Post-Training Questionnaires -- What Are They Good For?


Most organizations (91%) evaluate their training programs with satisfaction surveys. Far fewer evaluate what trainees learned (54%) or how well their training transferred to their work (23%). Does this make sense? Are we training employees so that they can be satisfied, or so that they can learn how to do their jobs better?

One answer is that it is too hard or too expensive to assess how much people learned in the training. The argument then goes, “if they’re satisfied with the training, perhaps that means they learned something, and therefore we’ll be able to use satisfaction as a substitute for learning.”

But is that true? Sitzmann and her colleagues set out to find out the answers not only to these questions, but to other questions, like what characteristics of the trainee or the course will predict how the trainee rates the course?

The conducted a meta-analysis of 136 studies to address their dozen hypotheses about trainee reactions.

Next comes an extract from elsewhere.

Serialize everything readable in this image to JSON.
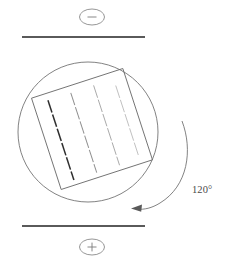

Here is an all-too-brief assessment of their key findings:

  • Trainees’ pretraining motivation are positively related to reactions
  • Trainees’ agreeableness are positively related to reactions
  • Trainees’ anxiety are negatively related to reactions
  • ·The strongest predictors of trainee reactions have to do with the instructor and course design:
    • Instructor style (use of humor, providing and inviting feedback, addressing the students by name)
    • The extent to which trainees believe they have meaningful interactions with the instructor
  • The extent to which trainees believe their organization and/or supervisor support their attendance at the training positively affects their reaction
  • How a trainee rates the course will predict their motivational states after the training
  • Trainee reactions tell us a little about how much the trainee learned right after the training, but virtually nothing about how much they learned that they’ll remember later
  • Trainee post-training self-efficacy is far better at predicting long-term knowledge gains than trainee reaction
  • The use of technology in instruction will help with declarative knowledge of the topic of the training, but not the procedural knowledge

So, what are the practical take-aways? Here is the one that matters most to me:

Post-training satisfaction surveys are good for telling you about how motivated employees are likely to be as a result of the training, but not about how much they learned. Organizations are much better off asking a trainee whether he/she feels confident about their ability to use what they learned in a training than how much the liked the training. Of course, if you really want to measure how effective at teaching the trainees your training is, measure their learning, not their satisfaction with the course.

From: Sitzmann, T., Brown, K. G., Casper, W. J., & Ely, K. (2008). A review and meta-analysis of the nomological network of trainee reactions. Journal of Applied Psychology, 93(2), 280-295.